Covid-19 Scanner Covid-19 Covid-19 Abu Dhabi Increases Privacy Fear
Written by news2in

BeIRUT: The data rights group is a warning of privacy violations and risks for people who are vulnerable after Abu Dhabi deployed the scanner at the border intersection, malls and other public locations that can detect Covid-19 in seconds.
The Department of Health Abu Dhabi said Ede scanner could confirm Covid-19 infection by measuring individual electromagnetic wave emissions, which was said to be changed when Coronavirus was present, according to a statement on June 27 by the Abu Dhabi Media Office.
The new system has a rights group and even some residents are worried.
“I went to the mall, and instead of scanning temperatures, (security guards) seemed to take pictures on the cellphone,” said Firas, a consultant who has lived in Abu Dhabi for nine months and was asked to use a pseudonym.
He said the guard told him that the telephone camera not only tested his electromagnetic emissions but also made a retinal scan, which the guard said could tell him whether Fira was vaccinated or had a recent PCR test.
The issue of the alleged scanner was associated with a digital identification system used by the United Arab Emirates (UAE) to provide occupants of access to their health records, visa applications, and other official processes.
“That compromise that you made when you came here.
We signed a contract with this system in exchange for safety and security,” he said.
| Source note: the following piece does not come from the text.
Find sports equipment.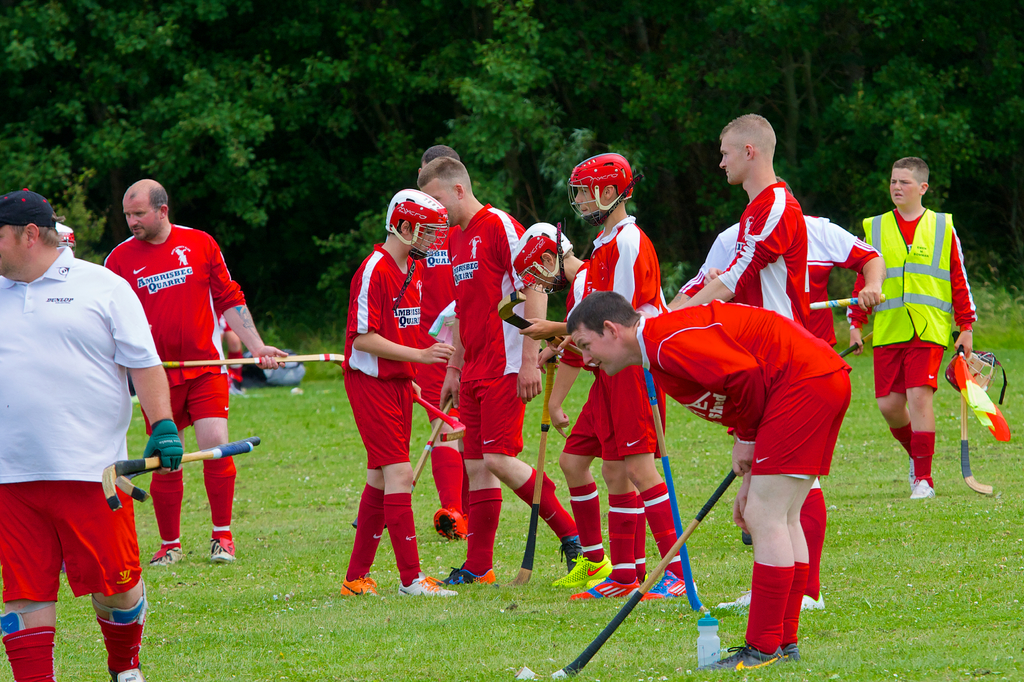
box(497, 291, 585, 358).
A media spokesman told the Thomson Reuters foundation that “the scanner was not related to any identification system and nothing was identified when scanned,” adding that the system is not prominent or storing personal data.
Authorities in the UAE are very dependent on artificial intelligence for years, including facial recognition technology.
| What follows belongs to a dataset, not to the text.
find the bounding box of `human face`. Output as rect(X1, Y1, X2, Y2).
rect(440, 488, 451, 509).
In 2018, Dubai police launched a network of thousands of cameras – dubbed Oyon, Arabic for “eyes” – to help them fight crime throughout the Emirates.
After the Coronavirus pandemic, the UAE police were deployed by smart helmets to scan temperatures of up to 200 people who passed one minute, while the police in Dubai promised to publish photos from anyone violating restrictions at night without blurring their faces.
Matt Mahmoudi, a technology researcher at Amnesty International, called it “TradeOff Surveillance-For-Services” often seen in smart cities.
“The type of certain facial recognition (the type launched in Abu Dhabi) is worrying because mass supervision technology stands to violate the rights of the community for privacy,” he said by telephone.
UAE is rated “not free” by the US-based Freedom Think Tank house, which says state supervision from the internet is widespread, violates the user’s rights for privacy, and does not seem to be regulated by “meaningful legal supervision.” That “opaque legal framework” In particular, it can cause religious or sexual minority abuse in the emirate, mostly conservatives, said Mohamad Najem, Executive Director of the Digital Group of Lebanese-based digital rights.
Khalid Ibrahim, the executive director of the Gulf non-profit center for human rights, is also worried that the technology can cause more oversight of migrant workers in the UAE, which according to the International Labor Organization accommodates the fifth largest migrant population in the world.
The launch of the new Abu Dhabi scanner “is not transparent,” said Ibrahim, demanding further details from the government about how the technology works, the role of what facial recognition is played in it, and if security forces will have access to results.
“These are all important questions that the number of transparency that shrinks the government has not spoken,” he said.